He was co-founder of ‘the Cadillac’ of nudist resorts
Hans Stein and his wife operated Four Seasons camp for 40 years
Hans Stein went from one extreme to the other.
During the Second World War, he was conscripted into the German army and sent to the Russian front, known for its battles in snow and freezing temperatures. His unit was surrounded, but he managed to escape and walk and hitchhike back to Berlin.
After he came to Canada in 1957, he and his wife Lisa opened two nudist resorts — the Ponderosa Nature Resort in 1964 in the former Beverly Township, and the much larger Four Seasons Family Nudist Resort near Freelton in the former East Flamborough Township in 1969.
Stein — who died Dec. 31 at age 95 — and his wife were the nucleus of a unique piece of Hamilton history. They ran the resorts for 45 years and by the end of the 1980s, Four Seasons had a membership of 1,200, including 550 families.
Spectator columnist Paul Wilson described the 12th Concession Road East resort in 1990 as “the Cadillac of camps for those without clothes. Fifty acres of peace and privacy on the edges of Freelton. Big indoor swimming pool that becomes a dance floor with the touch of a button. Bars. Tennis courts. Lake. Tanning table. Whirlpool deluxe. Four hundred trailer sites.”
By the time it changed to what nudists call “a textile” — a clothes-required establishment — in 2011, there were still more than 100 families who were members. This was two years after the couple had sold the property. It is now Fernbrook Resort. Ponderosa on 8th Concession Road West continues to operate.
Stein, who also served in an antiaircraft unit in Berlin, visited on a whim a nudist park with his family near Fonthill in 1960. He fell for the lifestyle, but Stein found the owner too strict. He was a former U-boat commander.
“He was too bossy,” Stein told the Spec in 2012. “Drinking wasn’t allowed and he would barge into our rooms, looking for imaginary bottles.”
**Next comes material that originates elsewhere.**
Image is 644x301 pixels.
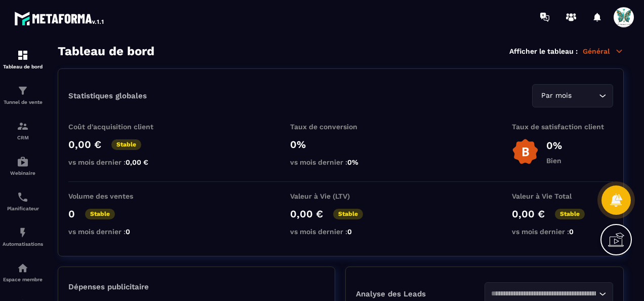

He started thinking about opening his own park. At first, he believed he might face some difficulty opening a nudist park in Beverly Township. He went to the township hall in Rockton to ask what kind of permit he would need to open such a park. He said the clerk didn’t bat an eye.
“The woman said, ‘Let me look at the bylaws,’ handed me a form for a seasonal park and said it’d be $10,” he said.
At first, he didn’t know what to expect, and he kept his job at Union Gas. He opened Ponderosa with his sister and her husband. By 1968, it was doing so well Stein sold his share to his sister to finance the Four Seasons.
A year after opening, he inaugurated the Miss Nude Pageant and it caught fire. They held a total of four pageants and the events brought media to the door, plus contestants from Canada, the United States, Mexico and Europe. Media personalities like Pierre Berton and Gordon Sinclair served as judges, and Sinclair later became a Four Seasons member.
In 1970, there were 10 contestants and, in 1971, there were 17. One day alone in 1971, 2,500 people came to the park to see the pageant.
The 1971 winner received a trophy, a trip to Florida and a set of snow tires.
The couple told a podcast interviewer several years ago they decided to cancel the pageant because they came to believe it was “antinaturist.”
Though Four Seasons was gone, Stein and his wife still enjoyed the lifestyle. They were interviewed by the McClatchy-Tribune News Service in 2014 while at Cypress Cove, a nudist resort they had visited since 1964. The reporter commented on how fit and young Stein looked at 86. He was naked, but for tennis shoes.
“It’s the nudist lifestyle,” Stein said.
Stein is survived by his wife Lisa, three granddaughters and three great-grandchildren. He was predeceased by his son Michael in 2008 and his grandson Neeko in 2014.